This has been one of those weeks when Winchester’s cinema management deems a new release to be of such pressing importance that both of our Screens should be devoted to its delights. Fine, if the poorly reviewed Quantum of Solace is what you want to see.
I’ve become wise to this over the years and, before Screen 2 was smothered in blanket Bond, I slipped in to see the excellent French film, I’ve loved you so long. To pass the time through 10 minutes of ads wholly dedicated to an assortment of Bond merchandise, I fantasised that OneWorld had become so mega-rich that we could be one of those sponsor companies whose products are glimpsed at pivotal moments in the movie.
As Bond fiddles with the latest mobile internet gadget, which OneWorld Guide would be given that magical half second of screen-time?
Now, we know from the original books that it would be a mistake to presume that Bond does not study for his assignments. Before tackling the mind games of Miss Solitaire in Live and Let Die, he takes care to read Patrick Leigh Fermor’s The Traveller’s Tree, the MI6 recommended reading about Haiti. To bring this country’s unfortunate problems forward into the 21st century, our Haiti Guide would be useful, albeit without quite the same obsession with voodoo.
Bond would doubtless refer to the North Korea Guide to check out his old friend Kim Jong Il, whose current illness was perhaps brought on by the spiteful lampooning he received in Die Another Day – a real stab in the back given the Dear Leader’s passionate interest in collecting Bond films.
What hope for a glimpse of the Gender Guide in our screen slot? This may be a step too far, as from the earliest books to the most recent films, Bond has struggled to present a credible position on gender issues. There is a disturbing passage in the Goldfinger text when Bond lambasts gender equality as a source of confusion for women. He convinces himself that homosexuality is “….a direct consequence of giving votes to women…. Pansies of both sexes were everywhere….”
We lose our precious Screen 2 for this!
Of course the modern character has abandoned such thoughts along with smoking, cold showers and referring to “niggers”. Also airbrushed are the darkest shadows of the character which the books betray, the hint of pleasure from hurting women. In Casino Royale, Bond contemplates a potential conquest of Vesper Lynd with the “sweet tang of rape”.
Without wishing to take popular entertainment too seriously, something leaves me slightly uneasy about this. Our Country Guides are increasingly reporting the pressures on developing countries to get their act together to counter domestic violence. There’s a consistent pattern of denial of a problem which is widespread.
Could there be any parallel with the habit of denial of unpleasant truths within western popular culture? I just hope that that this doesn’t turn out to be another case of development imperialism, the advocacy of change in other cultures before our own are fixed.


◆ About this exercise
Lines holding the string "pixels" are the ones to copy; find them all in the data.

◆ Supplied material
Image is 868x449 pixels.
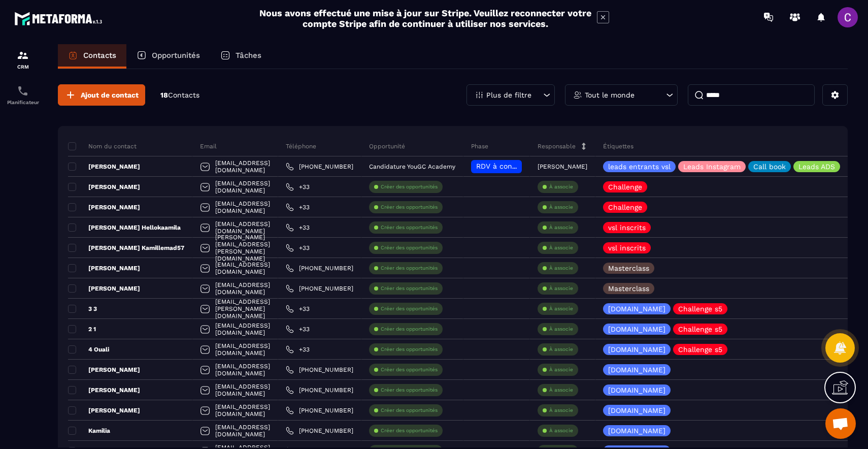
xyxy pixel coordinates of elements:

...

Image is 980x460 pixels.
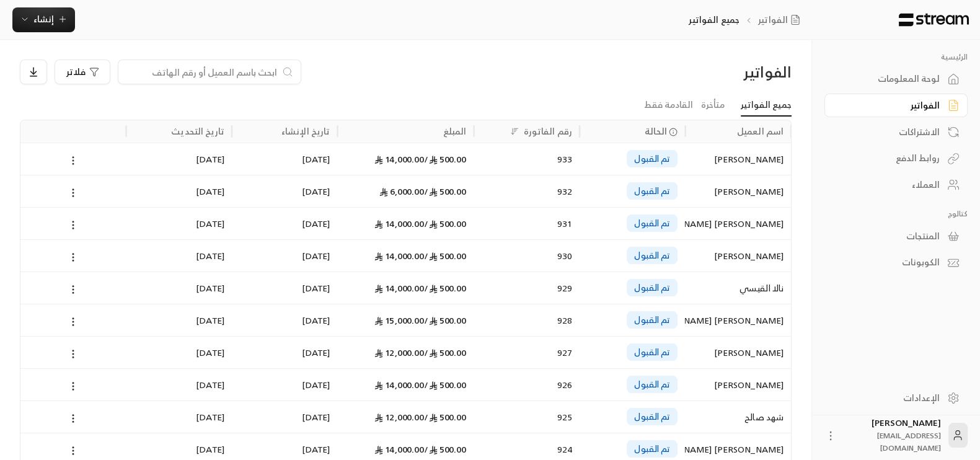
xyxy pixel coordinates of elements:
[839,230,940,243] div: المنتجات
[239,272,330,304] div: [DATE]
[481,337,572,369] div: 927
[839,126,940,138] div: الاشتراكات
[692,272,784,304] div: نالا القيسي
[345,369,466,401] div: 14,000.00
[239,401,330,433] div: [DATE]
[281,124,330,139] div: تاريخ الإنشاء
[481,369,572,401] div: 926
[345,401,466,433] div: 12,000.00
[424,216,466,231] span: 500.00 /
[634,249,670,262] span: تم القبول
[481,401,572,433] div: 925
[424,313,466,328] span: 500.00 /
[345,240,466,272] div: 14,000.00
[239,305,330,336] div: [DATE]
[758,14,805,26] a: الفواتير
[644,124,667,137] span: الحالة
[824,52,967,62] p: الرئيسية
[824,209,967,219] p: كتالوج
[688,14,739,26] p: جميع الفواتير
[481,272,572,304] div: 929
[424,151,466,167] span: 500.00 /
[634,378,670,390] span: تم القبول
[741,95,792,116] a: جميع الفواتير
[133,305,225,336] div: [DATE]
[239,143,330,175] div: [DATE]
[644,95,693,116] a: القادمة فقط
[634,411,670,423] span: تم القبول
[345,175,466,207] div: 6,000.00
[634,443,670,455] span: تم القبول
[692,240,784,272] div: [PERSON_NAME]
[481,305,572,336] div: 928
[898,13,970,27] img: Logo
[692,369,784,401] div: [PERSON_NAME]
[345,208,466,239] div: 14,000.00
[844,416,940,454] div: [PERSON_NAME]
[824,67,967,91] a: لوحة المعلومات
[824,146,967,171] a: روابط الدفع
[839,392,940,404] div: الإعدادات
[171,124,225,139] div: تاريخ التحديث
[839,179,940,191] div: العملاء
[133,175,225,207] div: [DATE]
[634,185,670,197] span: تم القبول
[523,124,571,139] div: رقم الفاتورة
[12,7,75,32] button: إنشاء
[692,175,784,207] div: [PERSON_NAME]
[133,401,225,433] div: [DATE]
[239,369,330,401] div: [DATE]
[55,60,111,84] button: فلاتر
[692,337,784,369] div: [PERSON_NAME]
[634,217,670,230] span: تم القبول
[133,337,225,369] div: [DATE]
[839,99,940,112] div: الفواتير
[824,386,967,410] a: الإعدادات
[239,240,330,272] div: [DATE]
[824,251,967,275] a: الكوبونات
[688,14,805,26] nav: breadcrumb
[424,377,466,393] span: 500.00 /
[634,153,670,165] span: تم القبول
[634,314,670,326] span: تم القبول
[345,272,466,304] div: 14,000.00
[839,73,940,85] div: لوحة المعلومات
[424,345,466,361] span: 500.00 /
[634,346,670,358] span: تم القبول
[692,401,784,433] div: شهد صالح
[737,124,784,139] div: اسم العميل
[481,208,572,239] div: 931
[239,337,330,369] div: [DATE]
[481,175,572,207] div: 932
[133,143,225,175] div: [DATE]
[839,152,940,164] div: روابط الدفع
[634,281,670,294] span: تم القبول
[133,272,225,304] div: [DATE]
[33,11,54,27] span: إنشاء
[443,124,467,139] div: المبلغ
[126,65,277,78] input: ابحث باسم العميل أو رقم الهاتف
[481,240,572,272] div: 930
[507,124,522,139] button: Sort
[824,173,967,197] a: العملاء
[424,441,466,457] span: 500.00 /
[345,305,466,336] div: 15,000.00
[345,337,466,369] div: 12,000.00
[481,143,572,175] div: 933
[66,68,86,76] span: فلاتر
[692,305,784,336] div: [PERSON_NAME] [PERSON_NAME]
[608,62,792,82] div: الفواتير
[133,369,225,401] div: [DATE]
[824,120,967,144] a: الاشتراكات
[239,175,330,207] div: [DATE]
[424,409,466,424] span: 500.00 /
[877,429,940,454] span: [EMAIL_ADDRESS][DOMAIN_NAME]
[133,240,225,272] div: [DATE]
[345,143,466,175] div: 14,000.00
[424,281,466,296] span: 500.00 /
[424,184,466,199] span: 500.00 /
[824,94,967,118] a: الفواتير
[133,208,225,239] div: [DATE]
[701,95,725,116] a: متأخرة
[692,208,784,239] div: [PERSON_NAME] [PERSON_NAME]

◆ Solution for this exercise
Image is 868x449 pixels.
Image is 980x460 pixels.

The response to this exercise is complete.